A bunch of things that I have a passing knowledge of now that I didn't have before
Since the point of this blog is self-reflection, I'll start that now.
iptables
Before
Prior to this, I've always survived with ufw when I've needed a firewall. It's been simple, and I've never needed to do more than limit port access. I've been baffled by the various tables and rules that get mashed in by e.g., Docker; definitely a case of seeing something new and assuming it's far too complicated to understand.
Now
I can write rules on the fly for the sorts of use cases I have, namely allowing traffic based on: – IP – Port – Protocol – Connection state
Next
So far I've just bunged everything into the default tables and I'm going to explore those more. Particularly with WireGuard interfaces, where everything gets spun up and torn down on a whim, I think it would make more sense to extend INPUT/OUTPUT/FORWARD via dedicated tables.
Docker-compose
Before
I only had a very basic grasp of how Docker worked, and putting an abstraction on top of it with networking and state was too much to manage. I've since used Docker a load more, starting from base images and building up hardened images from scratch.
Now
I've got enough confidence to use it, but still a fair way to go before I'm good writing it from memory without a basic structure.
Next
Carry on where I am unless I have another reason to go and learn more.
Systemd timers over crontab
Before
It's been ages since I last set up a cron job, and I couldn't remember the arg I've always used in the past (it was crontab -e
). I googled it to see, and was shown a bunch of articles explaining the metrics of systemd timers. Sidenote: out of interest, I asked ChatGPT for a modern way of doing scheduling tasks on Ubuntu 24.04 LTS (which comes with systemd) and it still recommends crontab.
Now
I know they exist!
There's plenty of other stuff that I've left out, mostly networking. Next recap will cover those.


◆ **Task item**
Taking the records below, count the lines in which "Value" appears and supply only the count.

Excerpts from a figure dataset
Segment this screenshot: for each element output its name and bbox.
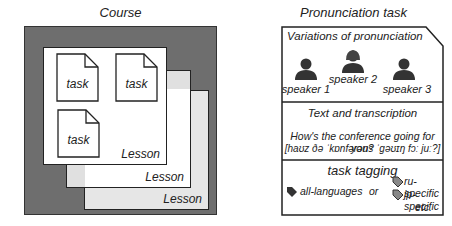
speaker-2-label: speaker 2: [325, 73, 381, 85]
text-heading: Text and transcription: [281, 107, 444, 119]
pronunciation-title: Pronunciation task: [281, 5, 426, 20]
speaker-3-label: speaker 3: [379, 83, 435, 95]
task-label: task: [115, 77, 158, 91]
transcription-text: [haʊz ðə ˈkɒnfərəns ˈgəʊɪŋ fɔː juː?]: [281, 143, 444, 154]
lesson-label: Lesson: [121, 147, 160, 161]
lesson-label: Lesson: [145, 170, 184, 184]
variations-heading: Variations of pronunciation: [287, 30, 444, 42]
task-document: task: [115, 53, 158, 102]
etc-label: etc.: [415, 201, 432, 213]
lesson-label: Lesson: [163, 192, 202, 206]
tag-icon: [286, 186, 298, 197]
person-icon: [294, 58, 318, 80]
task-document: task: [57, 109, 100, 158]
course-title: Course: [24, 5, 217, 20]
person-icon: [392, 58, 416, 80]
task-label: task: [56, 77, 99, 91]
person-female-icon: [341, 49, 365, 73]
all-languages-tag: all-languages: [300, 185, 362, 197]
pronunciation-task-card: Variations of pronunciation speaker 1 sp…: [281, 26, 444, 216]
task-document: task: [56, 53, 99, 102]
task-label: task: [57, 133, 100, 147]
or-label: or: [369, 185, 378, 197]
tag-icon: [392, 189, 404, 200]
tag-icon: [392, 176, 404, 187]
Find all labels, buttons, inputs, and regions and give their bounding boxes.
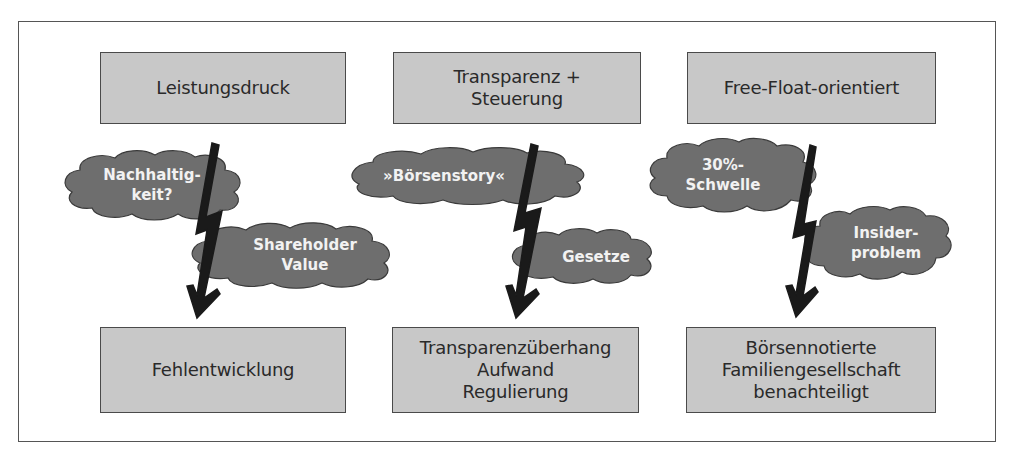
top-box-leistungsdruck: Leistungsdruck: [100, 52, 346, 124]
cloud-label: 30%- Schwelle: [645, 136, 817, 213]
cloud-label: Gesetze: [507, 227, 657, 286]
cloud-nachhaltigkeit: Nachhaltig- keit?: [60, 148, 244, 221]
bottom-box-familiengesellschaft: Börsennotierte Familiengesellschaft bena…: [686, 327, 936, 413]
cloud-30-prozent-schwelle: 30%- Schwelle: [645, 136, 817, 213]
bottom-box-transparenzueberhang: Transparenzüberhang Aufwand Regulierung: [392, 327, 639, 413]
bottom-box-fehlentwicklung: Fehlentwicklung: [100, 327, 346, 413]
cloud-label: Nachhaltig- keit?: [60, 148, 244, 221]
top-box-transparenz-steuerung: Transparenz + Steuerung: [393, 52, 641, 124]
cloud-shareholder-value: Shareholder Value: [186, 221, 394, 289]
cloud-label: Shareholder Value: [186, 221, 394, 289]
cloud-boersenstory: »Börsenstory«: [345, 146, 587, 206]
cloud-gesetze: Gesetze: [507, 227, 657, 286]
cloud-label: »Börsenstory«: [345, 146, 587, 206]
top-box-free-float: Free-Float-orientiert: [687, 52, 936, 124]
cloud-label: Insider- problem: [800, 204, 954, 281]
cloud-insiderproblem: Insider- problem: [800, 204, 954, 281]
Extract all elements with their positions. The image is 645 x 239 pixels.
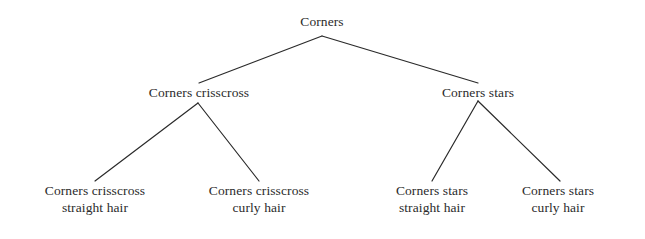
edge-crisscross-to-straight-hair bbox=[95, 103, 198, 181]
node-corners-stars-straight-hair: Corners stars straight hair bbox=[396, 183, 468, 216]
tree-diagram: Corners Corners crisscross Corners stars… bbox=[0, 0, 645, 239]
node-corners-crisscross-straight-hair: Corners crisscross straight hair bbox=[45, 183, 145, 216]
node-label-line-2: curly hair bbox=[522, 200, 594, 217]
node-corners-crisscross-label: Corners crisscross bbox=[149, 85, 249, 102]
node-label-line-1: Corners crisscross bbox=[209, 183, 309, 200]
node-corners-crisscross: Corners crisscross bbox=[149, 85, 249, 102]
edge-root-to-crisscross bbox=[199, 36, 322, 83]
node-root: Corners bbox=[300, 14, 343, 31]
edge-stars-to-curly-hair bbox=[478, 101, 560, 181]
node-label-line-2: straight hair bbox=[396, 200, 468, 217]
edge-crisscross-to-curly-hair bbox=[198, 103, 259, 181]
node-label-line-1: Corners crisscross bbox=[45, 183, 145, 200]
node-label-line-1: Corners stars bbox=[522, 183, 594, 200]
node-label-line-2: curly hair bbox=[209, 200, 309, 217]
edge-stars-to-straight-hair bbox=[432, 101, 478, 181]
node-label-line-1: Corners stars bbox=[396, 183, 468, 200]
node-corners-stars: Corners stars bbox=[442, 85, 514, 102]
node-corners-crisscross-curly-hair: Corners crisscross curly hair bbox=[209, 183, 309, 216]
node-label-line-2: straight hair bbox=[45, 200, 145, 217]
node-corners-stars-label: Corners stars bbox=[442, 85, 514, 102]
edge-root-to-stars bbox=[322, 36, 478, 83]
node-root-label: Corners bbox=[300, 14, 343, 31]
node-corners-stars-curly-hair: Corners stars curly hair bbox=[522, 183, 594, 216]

* * *

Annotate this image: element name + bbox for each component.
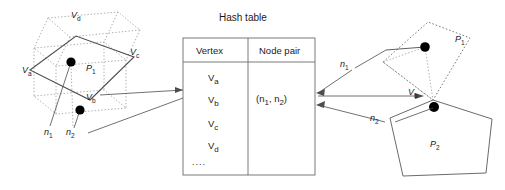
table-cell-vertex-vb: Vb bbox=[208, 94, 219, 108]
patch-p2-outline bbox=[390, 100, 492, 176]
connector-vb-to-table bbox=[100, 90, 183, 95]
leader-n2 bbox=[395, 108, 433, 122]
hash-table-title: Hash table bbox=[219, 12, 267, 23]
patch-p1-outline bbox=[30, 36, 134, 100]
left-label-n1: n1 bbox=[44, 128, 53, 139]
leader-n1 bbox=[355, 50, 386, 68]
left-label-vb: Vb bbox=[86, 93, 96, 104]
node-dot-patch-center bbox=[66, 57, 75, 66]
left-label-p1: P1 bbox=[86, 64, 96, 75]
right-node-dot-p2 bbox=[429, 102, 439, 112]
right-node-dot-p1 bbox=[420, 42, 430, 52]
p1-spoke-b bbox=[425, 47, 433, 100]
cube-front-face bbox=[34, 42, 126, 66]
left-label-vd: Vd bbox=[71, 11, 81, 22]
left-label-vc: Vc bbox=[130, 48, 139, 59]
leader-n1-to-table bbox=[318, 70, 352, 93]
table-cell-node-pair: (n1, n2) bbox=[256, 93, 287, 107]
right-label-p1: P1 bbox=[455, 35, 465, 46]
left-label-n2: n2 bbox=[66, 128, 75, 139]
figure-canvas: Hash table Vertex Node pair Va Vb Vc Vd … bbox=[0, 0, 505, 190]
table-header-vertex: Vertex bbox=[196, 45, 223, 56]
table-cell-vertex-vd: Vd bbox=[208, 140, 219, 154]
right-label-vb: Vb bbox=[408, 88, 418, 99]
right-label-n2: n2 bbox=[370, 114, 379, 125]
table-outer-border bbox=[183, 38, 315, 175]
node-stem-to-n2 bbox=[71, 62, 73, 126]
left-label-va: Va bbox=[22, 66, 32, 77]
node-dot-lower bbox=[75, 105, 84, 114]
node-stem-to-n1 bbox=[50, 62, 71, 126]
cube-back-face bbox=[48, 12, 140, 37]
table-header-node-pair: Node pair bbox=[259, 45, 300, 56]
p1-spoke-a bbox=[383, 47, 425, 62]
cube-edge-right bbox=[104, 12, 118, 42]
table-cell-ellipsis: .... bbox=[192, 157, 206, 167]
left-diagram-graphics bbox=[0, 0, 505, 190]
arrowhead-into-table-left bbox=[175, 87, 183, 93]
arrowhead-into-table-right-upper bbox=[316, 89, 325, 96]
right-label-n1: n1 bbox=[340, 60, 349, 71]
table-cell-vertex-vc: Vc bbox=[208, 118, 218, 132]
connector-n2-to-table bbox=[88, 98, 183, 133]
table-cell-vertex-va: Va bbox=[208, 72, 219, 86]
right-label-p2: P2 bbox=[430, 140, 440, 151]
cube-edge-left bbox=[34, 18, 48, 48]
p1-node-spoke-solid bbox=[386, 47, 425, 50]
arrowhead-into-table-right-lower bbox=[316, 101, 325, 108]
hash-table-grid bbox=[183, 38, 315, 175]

...

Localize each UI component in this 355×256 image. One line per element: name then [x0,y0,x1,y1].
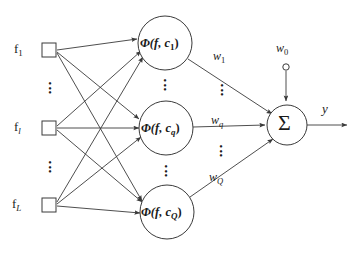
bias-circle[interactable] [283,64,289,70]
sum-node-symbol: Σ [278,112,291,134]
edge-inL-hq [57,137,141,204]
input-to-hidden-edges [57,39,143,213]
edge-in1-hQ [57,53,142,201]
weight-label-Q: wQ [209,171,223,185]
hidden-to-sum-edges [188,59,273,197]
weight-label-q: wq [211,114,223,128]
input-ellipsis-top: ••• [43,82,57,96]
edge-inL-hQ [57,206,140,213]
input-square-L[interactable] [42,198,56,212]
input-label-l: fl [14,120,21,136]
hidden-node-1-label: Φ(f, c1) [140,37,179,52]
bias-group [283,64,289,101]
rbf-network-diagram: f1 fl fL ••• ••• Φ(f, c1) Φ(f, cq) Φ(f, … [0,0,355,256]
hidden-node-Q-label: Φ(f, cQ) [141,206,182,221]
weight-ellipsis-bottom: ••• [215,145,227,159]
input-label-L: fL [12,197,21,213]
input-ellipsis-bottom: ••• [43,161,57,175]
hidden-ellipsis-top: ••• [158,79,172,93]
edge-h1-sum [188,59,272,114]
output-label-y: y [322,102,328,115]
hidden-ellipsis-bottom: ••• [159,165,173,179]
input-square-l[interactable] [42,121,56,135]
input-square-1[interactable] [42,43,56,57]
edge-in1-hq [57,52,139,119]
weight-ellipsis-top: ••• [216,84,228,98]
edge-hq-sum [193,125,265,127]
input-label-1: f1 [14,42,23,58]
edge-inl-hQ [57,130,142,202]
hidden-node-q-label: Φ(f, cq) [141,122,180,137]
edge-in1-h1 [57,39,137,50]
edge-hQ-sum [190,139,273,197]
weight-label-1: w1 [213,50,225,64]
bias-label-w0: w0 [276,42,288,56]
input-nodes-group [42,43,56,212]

◆ **Solution to this problem**
2